Defining tyranny: Hitler, a dictionary and the death of a Jewish Arabist
By Khaled Diab
The world’s best-known Arabic dictionary started off as a Nazi propaganda project and cost a young Jewish scholar her life. It’s time Hedwig Klein received the posthumous recognition she deserves.
Thursday 30 July 2020
Dictionaries are like the librarians of books. They have a reputation for being mild, polite and impartial. Unlike, say, novels or political tomes, nobody would expect a dictionary to be political, much less controversial.
But there is a dictionary that is both.
Hans Wehr, the world’s most renowned dictionary of modern Arabic usage, is the constant companion of foreign students of Arabic and Arabists.
However, this learning aid that has helped generations of Arabists has a dark and disturbing history that few are aware of and shocked me and other users of this reference work when they learned about it. The venerable dictionary started out as a Nazi project and it gave a young Jewish scholar a stay of execution but only for the time she worked on it.
Although the dictionary only saw the light of day in the early 1950s, work on it began in the 1930s, under the auspices of the Nazi regime, which entertained the vain hope of producing a high-quality Arabic translation of Adolf Hitler‘s Mein Kampf (My Struggle).
Frustrated by the quality of the available translations of Hitler’s opus, the German foreign office learned about the project of the Arabist Hans Wehr (after whom the dictionary is named) to painstakingly and meticulously compile a dictionary based on actual modern usage of Arabic rather than the more conventional classical sources.
Such a resource would be useful, the Nazi propaganda machine reasoned, in the so-far futile efforts to produce an official translation of Hitler’s autobiography and manifesto.
Part of the problem lay in the fact that the Arabs who had attempted to translate Mein Kampf had been hobbyists who did not know German and relied on the French or English translation.
Another challenge, but one unlikely to have been recognised or admitted by the Nazi authorities, was the poor quality of the original text. Reflecting the mediocrity of Hitler’s evil, Mein Kampf was so spectacularly bad that even fellow fascists derided the memoir. It was mocked as “a boring tome that I have never been able to read… [full of] little more than commonplace clichés,” by Benito Mussolini, according to the biography of the Italian fascist dictator written by Denis Mack Smith.
Ironically, Wehr received invaluable assistance in this propaganda project from an unlikely source, a young and talented Jewish Arabist by the name of Hedwig Klein, an Islamic studies scholar who did not receive the PhD she had worked so hard towards due to Nazi race laws (a fascinating biography of Klein is available here).
At the time, surprising as it may seem today, interest in Islam and the Arabs was in vogue amongst Jewish intellectuals in Europe, who peered eastward in the hope of finding salvation from anti-Semitism, with many believing that there was a natural affinity between Judaism and Islam.
After having unsuccessfully attempted to flee Nazi Germany for British-occupied India, Klein’s last, desperate hope to escape Hitler’s Final Solution was to work on Wehr’s dictionary.
The knowledgeable young scholar, whose modest ambition had once been to become an academic librarian, set to work voraciously reading modern Arabic literature and noting down the words used and their meanings.
The quality of her entries received high praise from Wehr’s team but one member noted that “it will be completely impossible for her to be credited as a contributor later”.
One can only begin to imagine the conflicted emotions, not to mention fear, which Klein experienced. It must have felt like a cruel blow of fate for a young Jew who had been stripped of her rights and her academic credentials to work on an academic project whose ultimate aim was to glorify her tormentor, the “Führer” of Aryan supremacy, in order to avoid being deported to a death camp.
Ultimately, her efforts were in vain, buying her no more than a year. On 11 July 1942, Hedwig Klein was deported to Auschwitz where she perished.
After the war, Klein was posthumously recognised as a Doctor of Philosophy.
Fortunately for humanity, no authorised Arabic translation of Mein Kampf appeared – though unofficial translations are available in numerous bookshops in the Arab world.
As for Hans Wehr, he finished his dictionary as the war was ending, in 1945. He managed to get past the post-war denazification process by claiming to have “managed to save a Jewish academic colleague… by requesting that the Gestapo release her for work supposedly important to the war effort”.
By doing so, Wehr exploited Hedwig Klein twice over: once to profit from her labours before she was exterminated and a second time to abuse her memory to evade punishment for his Nazi past.
Although Wehr thanks Klein amongst other contributors in the foreword to his dictionary, which was finally published in 1952, he makes no mention of what her contribution to his work was nor of her murder at Auschwitz.
This whitewashing of history must end. Future editions of the dictionary must include the full story of Hedwig Klein and of the Nazi propaganda machine’s backing of this dictionary project.
And just as Klein was posthumously awarded her PhD, she should receive belated credit for the dictionary that failed to save her and for which she ultimately gave her life.
From now on, the world’s foremost dictionary of modern Arabic should be renamed Klein-Wehr.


§ **YOUR ASSIGNMENT**:
In the entries that follow, locate the line with "box as (x1,y1,x2,y2).", then restate that line and all later lines exactly as they appear, leaving pictures out.

☆ ☆ ☆ ☆

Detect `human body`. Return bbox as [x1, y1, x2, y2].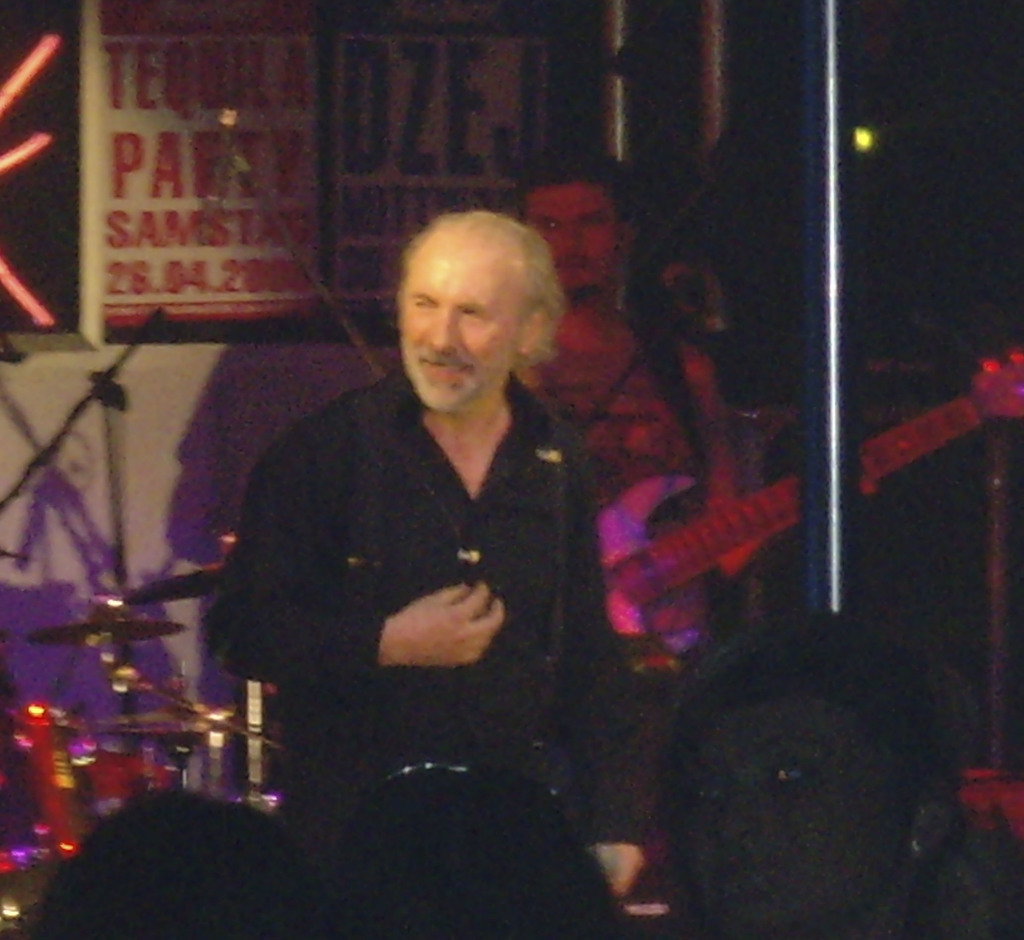
[321, 745, 630, 939].
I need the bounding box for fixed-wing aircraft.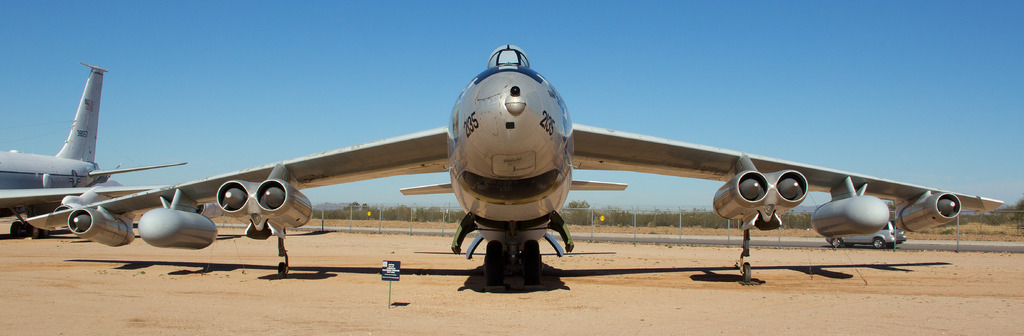
Here it is: [left=0, top=62, right=178, bottom=233].
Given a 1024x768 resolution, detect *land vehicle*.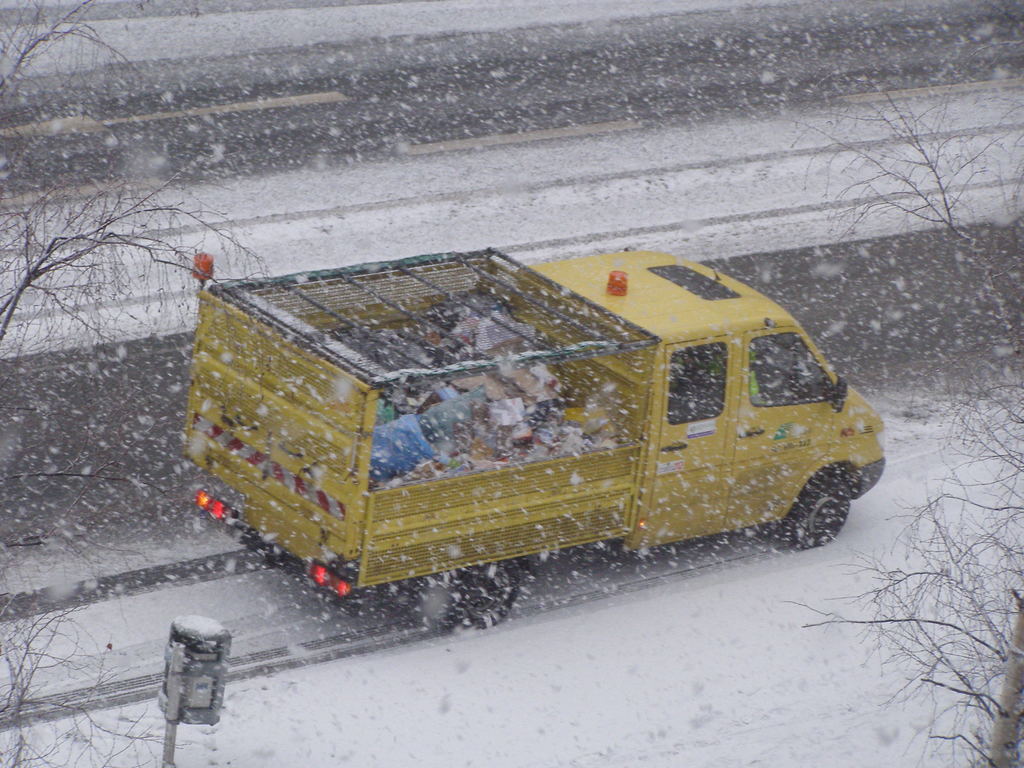
BBox(161, 223, 898, 608).
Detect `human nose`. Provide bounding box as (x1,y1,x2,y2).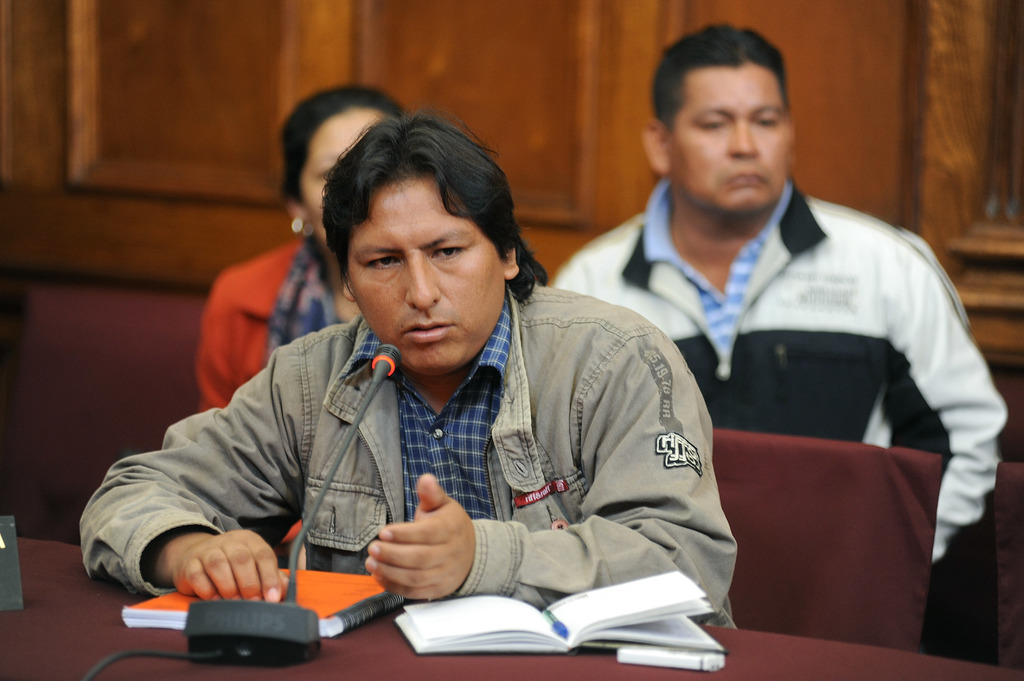
(728,120,757,159).
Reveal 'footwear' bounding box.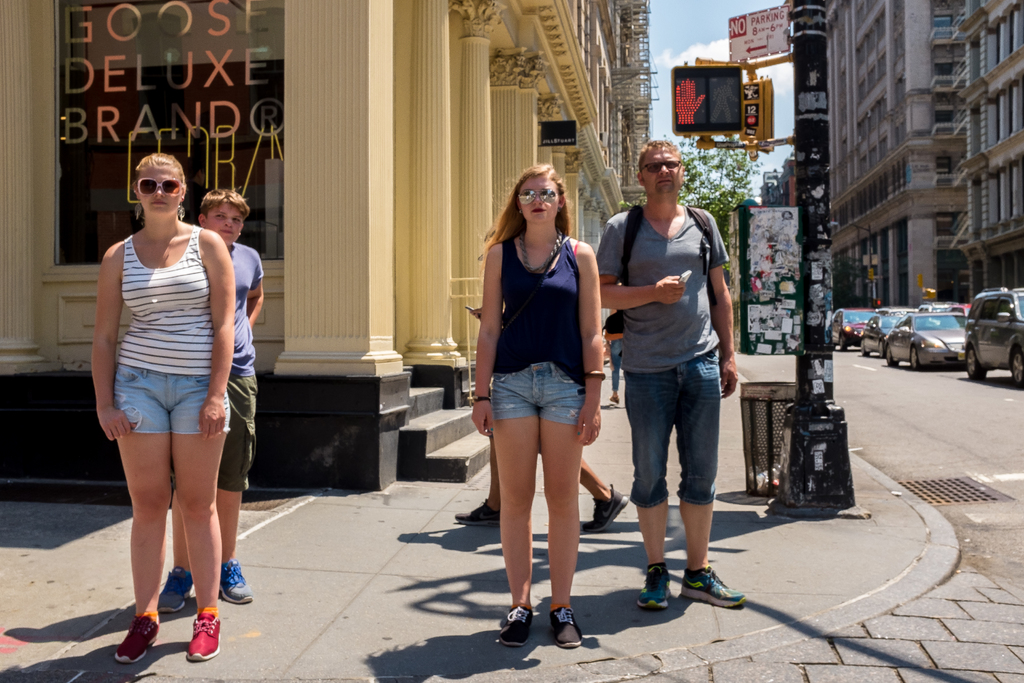
Revealed: x1=636 y1=574 x2=674 y2=612.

☆ ☆ ☆ ☆

§ **SOLUTION**:
Detect `human nose`. Provide bounding box as (x1,y1,x2,y2).
(728,120,757,159).
Reveal 'footwear' bounding box.
Revealed: x1=636 y1=574 x2=674 y2=612.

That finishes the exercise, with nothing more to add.